RTÉ TV and radio broadcaster Ray Darcy has been announced as the ambassador for the 2019 Organ Donor Awareness Week campaign
A telephone call, at 10.10pm after the August Bank Holiday Weekend, delivered the good news.
The voice on the line told Mary Kelly to stay calm, to get in the car and come to Beaumont Hospital, where there was a kidney was waiting.
“We remember the night distinctly — it was just unreal,” says the Goresbridge mother of four, and grandmother. “It’s very hard to explain the feeling.”
That was in 2016. Mary had been on dialysis for a difficult 13 months.
When she was 33 years old, Mary received a diagnosis of polycystic kidney disease. This meant close monitoring for any change in kidney function.
In 2012, her kidney function became very low, resulting in her being placed on the transplant waiting list. In May 2015, Mary was told she would have to go on dialysis.
“I was very lucky to get home dialysis — they weren’t sure it would agree with me, but it did, so it worked well,” she says.
This involved being hooked up to the machine every night for eight to nine hours. Only then was she able to try and make the most of the next day, but her energy levels would eventually crash.
She recalls when her son, Garrett was getting married. Mary had to leave much early as she had to get home to the dialysis machine.
This scenario was turned on its head after her transplant, when her daughter Lorraine got married. Mary was able to stay throughout the celebrations and enjoy all the fantastic memories.
“It’s like someone asking you how you are after you’ve been sick — no words can explain the difference it has made to my life,” she says.
“Before, it was like you are just existing day to day.”
Now, she does water aerobics regularly, walking and cycling.
“It’s a whole new world, just to feel well. Words can’t describe it.”
Mary says her life has been completely transformed as a result of her transplant, and she will be forever grateful to the family of her deceased donor. Soon after her transplant she sent a mass card anonymously to the donor family via the transplant coordinator and to mark the anniversaries of her transplant, Mary has also sent cards to the family.
She says her belief is that when a person passes on, they are happy, and it is the family of whom she often thinks. “You do think of them every day.
For her, that is the importance of Organ Donor Awareness Week. She says people should have that conversation with their families, tell them their wished because a family member might not know.
“Whatever decision a person has made, it is the family that give the final say,” she says.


* **Your instructions**
Lines with the string "ticks" must each be copied from the listing.

* **The records**
::::::::

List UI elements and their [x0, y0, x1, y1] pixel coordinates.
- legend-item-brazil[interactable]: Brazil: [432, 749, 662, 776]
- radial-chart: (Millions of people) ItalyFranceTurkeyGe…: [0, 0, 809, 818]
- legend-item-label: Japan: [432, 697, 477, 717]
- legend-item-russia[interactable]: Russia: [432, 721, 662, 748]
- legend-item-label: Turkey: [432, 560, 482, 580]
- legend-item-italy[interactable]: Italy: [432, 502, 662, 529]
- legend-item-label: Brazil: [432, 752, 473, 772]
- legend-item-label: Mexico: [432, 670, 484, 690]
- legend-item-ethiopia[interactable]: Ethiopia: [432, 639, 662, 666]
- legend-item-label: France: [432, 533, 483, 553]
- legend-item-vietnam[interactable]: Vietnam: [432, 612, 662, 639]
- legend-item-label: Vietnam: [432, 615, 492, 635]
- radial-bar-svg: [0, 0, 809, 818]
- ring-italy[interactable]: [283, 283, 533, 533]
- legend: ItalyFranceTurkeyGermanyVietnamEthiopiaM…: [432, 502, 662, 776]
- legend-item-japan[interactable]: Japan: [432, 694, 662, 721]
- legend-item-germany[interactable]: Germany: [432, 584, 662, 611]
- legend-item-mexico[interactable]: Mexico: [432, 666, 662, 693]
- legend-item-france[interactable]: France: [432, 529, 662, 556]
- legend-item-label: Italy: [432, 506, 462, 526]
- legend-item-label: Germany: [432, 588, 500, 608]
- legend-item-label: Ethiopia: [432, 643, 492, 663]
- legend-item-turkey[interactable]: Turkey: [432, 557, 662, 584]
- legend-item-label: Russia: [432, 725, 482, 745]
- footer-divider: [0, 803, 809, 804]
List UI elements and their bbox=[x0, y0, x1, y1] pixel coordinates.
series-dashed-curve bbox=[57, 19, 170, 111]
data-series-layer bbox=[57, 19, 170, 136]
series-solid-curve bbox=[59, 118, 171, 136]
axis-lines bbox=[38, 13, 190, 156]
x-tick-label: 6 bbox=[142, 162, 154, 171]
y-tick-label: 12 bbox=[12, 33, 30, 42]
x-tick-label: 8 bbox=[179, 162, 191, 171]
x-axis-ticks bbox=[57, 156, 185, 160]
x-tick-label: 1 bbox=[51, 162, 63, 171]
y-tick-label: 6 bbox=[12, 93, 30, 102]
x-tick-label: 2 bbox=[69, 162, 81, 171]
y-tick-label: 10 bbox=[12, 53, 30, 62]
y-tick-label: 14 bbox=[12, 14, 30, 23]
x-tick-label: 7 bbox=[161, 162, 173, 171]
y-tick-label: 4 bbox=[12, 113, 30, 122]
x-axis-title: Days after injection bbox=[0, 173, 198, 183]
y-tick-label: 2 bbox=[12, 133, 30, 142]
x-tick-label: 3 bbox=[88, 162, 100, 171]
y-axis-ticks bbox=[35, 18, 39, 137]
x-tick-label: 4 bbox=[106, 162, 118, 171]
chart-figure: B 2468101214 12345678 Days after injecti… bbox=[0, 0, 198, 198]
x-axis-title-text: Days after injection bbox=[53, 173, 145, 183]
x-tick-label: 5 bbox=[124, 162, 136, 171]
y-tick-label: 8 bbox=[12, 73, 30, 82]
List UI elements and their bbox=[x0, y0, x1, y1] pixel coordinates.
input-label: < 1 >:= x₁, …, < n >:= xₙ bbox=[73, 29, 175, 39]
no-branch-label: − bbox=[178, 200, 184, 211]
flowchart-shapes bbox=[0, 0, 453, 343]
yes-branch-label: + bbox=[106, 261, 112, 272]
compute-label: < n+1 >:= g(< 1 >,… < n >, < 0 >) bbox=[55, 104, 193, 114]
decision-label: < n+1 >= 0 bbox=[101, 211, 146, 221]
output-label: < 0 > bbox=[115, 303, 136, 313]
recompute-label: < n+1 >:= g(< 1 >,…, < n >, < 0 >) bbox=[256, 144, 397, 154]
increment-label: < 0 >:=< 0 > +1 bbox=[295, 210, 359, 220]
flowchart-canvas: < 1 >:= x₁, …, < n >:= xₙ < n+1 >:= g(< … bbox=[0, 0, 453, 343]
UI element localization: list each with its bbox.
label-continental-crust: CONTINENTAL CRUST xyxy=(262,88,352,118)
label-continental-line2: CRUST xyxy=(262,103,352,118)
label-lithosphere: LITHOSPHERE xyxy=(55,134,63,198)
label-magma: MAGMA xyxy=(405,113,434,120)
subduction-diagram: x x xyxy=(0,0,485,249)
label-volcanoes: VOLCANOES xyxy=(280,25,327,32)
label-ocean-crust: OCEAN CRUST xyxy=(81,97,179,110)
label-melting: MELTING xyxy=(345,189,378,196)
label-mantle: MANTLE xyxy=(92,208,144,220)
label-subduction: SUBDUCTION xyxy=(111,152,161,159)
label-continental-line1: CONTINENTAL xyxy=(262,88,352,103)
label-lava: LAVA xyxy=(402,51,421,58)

::::::::

* **Response**
x-axis-ticks bbox=[57, 156, 185, 160]
y-axis-ticks bbox=[35, 18, 39, 137]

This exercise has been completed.